Scientists have made the incredible discovery that the Earth's daily 24-hour rotation period is encoded in the KaiC protein at the atomic level.
This protein is expressed in cyanobacterial cells, and the finding could help researchers solve the mystery of how the circadian period of biological clocks is determined, the National Institutes of Natural Sciences reported.
Many organisms regulate their biological activities using this mysterious internal clock, but scientists are largely unsure of how it works. To gain insight into the phenomenon, researchers reconstructed the circadian clock in cyanobacteria by mixing the proteins KaiA, KaiB, and KaiC with ATP. KaiC ATPase activity was observed to exhibit and oscillating component even when KaiA and KaiB were absent. The researchers found this had a frequency of 0.91 day-1, which coincides with the Earth's 24-hour rotation period. This suggests KaiC is the source of biological functions that are linked with the rotation of the planet.
The study provides the first atomic-level demonstration that protein molecules are capable of creating 4-hour rhythms by regulating molecular structure and reactivity.
"The fact that a water molecule, ATP, the polypeptide chain, and other universal biological components are involved in this regulation suggests that humans and other complex organisms may also share a similar molecular machinery. In the crowded intracellular environment that contains a myriad of molecular signals, KaiC demonstrates long-paced oscillations using a small amount of energy generated through ATP consumption. This clever mechanism for timekeeping in a noisy environment may inspire development of highly efficient and sustainable chemical reaction processes and molecular-system-based information processing," said Lab head and CIMoS Director Professor Shuji Akiyama.
The findings were published in a recent edition of the journal Science Express.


WHAT TO DO → All pictures must be dropped, while the entries are given again word for word.
:: RECORDED DATA
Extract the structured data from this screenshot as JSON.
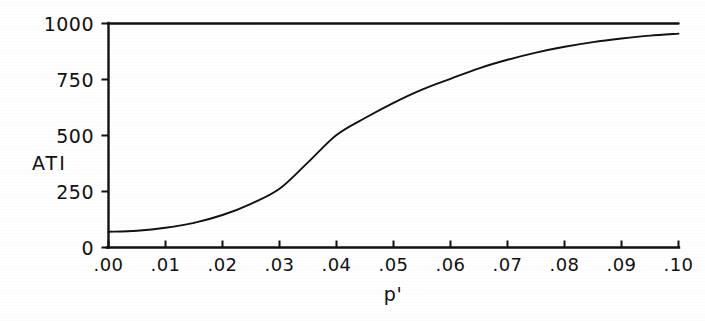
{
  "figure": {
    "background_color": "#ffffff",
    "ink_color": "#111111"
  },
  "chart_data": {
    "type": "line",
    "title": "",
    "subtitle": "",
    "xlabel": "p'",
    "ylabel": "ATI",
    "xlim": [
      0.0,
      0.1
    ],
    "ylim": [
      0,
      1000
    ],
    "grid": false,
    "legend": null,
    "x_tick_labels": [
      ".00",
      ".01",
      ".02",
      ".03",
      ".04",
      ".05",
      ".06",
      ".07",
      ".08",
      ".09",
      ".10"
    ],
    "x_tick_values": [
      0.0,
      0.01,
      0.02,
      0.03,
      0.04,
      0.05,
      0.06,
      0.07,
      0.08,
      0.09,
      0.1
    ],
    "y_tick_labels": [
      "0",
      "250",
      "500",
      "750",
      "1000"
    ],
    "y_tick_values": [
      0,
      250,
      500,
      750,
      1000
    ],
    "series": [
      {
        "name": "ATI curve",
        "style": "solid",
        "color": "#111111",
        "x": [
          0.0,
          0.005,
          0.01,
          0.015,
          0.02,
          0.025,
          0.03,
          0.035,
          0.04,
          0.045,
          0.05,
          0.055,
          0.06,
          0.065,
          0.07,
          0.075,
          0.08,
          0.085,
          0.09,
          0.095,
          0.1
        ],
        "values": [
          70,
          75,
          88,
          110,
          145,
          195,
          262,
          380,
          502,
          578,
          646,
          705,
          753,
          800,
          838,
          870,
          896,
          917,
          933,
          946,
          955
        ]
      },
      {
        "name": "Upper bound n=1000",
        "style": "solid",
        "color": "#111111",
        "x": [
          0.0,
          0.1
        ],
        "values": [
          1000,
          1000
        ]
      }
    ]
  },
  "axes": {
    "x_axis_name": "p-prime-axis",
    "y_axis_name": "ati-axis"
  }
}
::::
RESULT OF THE EXERCISE →
Extract the structured data from this screenshot as JSON.
{
  "figure": {
    "background_color": "#ffffff",
    "ink_color": "#111111"
  },
  "chart_data": {
    "type": "line",
    "title": "",
    "subtitle": "",
    "xlabel": "p'",
    "ylabel": "ATI",
    "xlim": [
      0.0,
      0.1
    ],
    "ylim": [
      0,
      1000
    ],
    "grid": false,
    "legend": null,
    "x_tick_labels": [
      ".00",
      ".01",
      ".02",
      ".03",
      ".04",
      ".05",
      ".06",
      ".07",
      ".08",
      ".09",
      ".10"
    ],
    "x_tick_values": [
      0.0,
      0.01,
      0.02,
      0.03,
      0.04,
      0.05,
      0.06,
      0.07,
      0.08,
      0.09,
      0.1
    ],
    "y_tick_labels": [
      "0",
      "250",
      "500",
      "750",
      "1000"
    ],
    "y_tick_values": [
      0,
      250,
      500,
      750,
      1000
    ],
    "series": [
      {
        "name": "ATI curve",
        "style": "solid",
        "color": "#111111",
        "x": [
          0.0,
          0.005,
          0.01,
          0.015,
          0.02,
          0.025,
          0.03,
          0.035,
          0.04,
          0.045,
          0.05,
          0.055,
          0.06,
          0.065,
          0.07,
          0.075,
          0.08,
          0.085,
          0.09,
          0.095,
          0.1
        ],
        "values": [
          70,
          75,
          88,
          110,
          145,
          195,
          262,
          380,
          502,
          578,
          646,
          705,
          753,
          800,
          838,
          870,
          896,
          917,
          933,
          946,
          955
        ]
      },
      {
        "name": "Upper bound n=1000",
        "style": "solid",
        "color": "#111111",
        "x": [
          0.0,
          0.1
        ],
        "values": [
          1000,
          1000
        ]
      }
    ]
  },
  "axes": {
    "x_axis_name": "p-prime-axis",
    "y_axis_name": "ati-axis"
  }
}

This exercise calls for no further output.